Quick question for rails pros out there...
When working with Rails 3.0.x apps I was a heavy user of Guard and LiveReload. However, it seems that when using the asset
After following some issue threads on Github I found the following fixed my problem:
1) Make sure all scss files are named following the new asset convention, like so: filename.css.scss
I was using scss before Rails 3.1 and had just named all my sass files filename.scss
.
2) Use the following for livereload in your guardfile:
guard 'livereload' do
watch(%r{app/helpers/.+\.rb})
watch(%r{app/views/.+\.(erb|haml)})
watch(%r{(public/).+\.(css|js|html)})
watch(%r{app/assets/stylesheets/(.+\.css).*$}) { |m| "assets/#{m[1]}" }
watch(%r{app/assets/javascripts/(.+\.js).*$}) { |m| "assets/#{m[1]}" }
watch(%r{lib/assets/stylesheets/(.+\.css).*$}) { |m| "assets/#{m[1]}" }
watch(%r{lib/assets/javascripts/(.+\.js).*$}) { |m| "assets/#{m[1]}" }
watch(%r{vendor/assets/stylesheets/(.+\.css).*$}) { |m| "assets/#{m[1]}" }
watch(%r{vendor/assets/javascripts/(.+\.js).*$}) { |m| "assets/#{m[1]}" }
watch(%r{config/locales/.+\.yml})
end
As @mirko mentioned in his comment, extra .css on scss files is deprecated. So adding that isn't a great solution, and I've experienced that simply adding the scss extension forces a page reload.
So I found that this works:
watch(%r{(app|vendor)(/assets/\w+/(.+)\.(scss))}) { |m| "/assets/#{m[3]}.css" }`
My understanding is this maps the scss file to the compiled css file. I hope it works for sass too.
Source: Github Issue
I have found the following to work quite well too:
guard :livereload do
watch(%r{^app/.+\.(erb|haml|js|css|scss|sass|coffee|eco|png|gif|jpg)})
watch(%r{^app/helpers/.+\.rb})
watch(%r{^public/.+\.html})
watch(%r{^config/locales/.+\.yml})
end
This is not the default code that is generated when you run guard init livereload
as for some reason that does not work so well with sass imports.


■ **DIRECTIONS**
For each line of the data below that includes the string "axis", count one, and answer with the sum only.
[[ LISTED RECORDS open ]]
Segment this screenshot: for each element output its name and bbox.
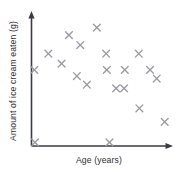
data-point-marker: [161, 119, 168, 126]
scatter-chart: Age (years) Amount of ice cream eaten (g…: [0, 0, 185, 172]
data-point-marker: [121, 85, 128, 92]
y-axis: [28, 11, 34, 146]
chart-canvas: Age (years) Amount of ice cream eaten (g…: [0, 0, 185, 172]
data-point-marker: [136, 105, 143, 112]
data-point-marker: [121, 66, 128, 73]
x-axis-label: Age (years): [76, 155, 122, 165]
data-point-group: [31, 24, 168, 146]
data-point-marker: [66, 32, 73, 39]
data-point-marker: [147, 66, 154, 73]
data-point-marker: [106, 139, 113, 146]
x-axis-arrowhead: [166, 143, 174, 149]
data-point-marker: [32, 139, 39, 146]
data-point-marker: [45, 50, 52, 57]
data-point-marker: [103, 66, 110, 73]
y-axis-arrowhead: [28, 11, 34, 19]
data-point-marker: [113, 85, 120, 92]
data-point-marker: [153, 75, 160, 82]
data-point-marker: [77, 42, 84, 49]
data-point-marker: [103, 50, 110, 57]
data-point-marker: [135, 50, 142, 57]
x-axis: [32, 143, 174, 149]
data-point-marker: [83, 81, 90, 88]
data-point-marker: [93, 24, 100, 31]
data-point-marker: [73, 73, 80, 80]
y-axis-label: Amount of ice cream eaten (g): [8, 21, 18, 141]
data-point-marker: [58, 60, 65, 67]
[[ LISTED RECORDS closed ]]
■ **REPLY**
6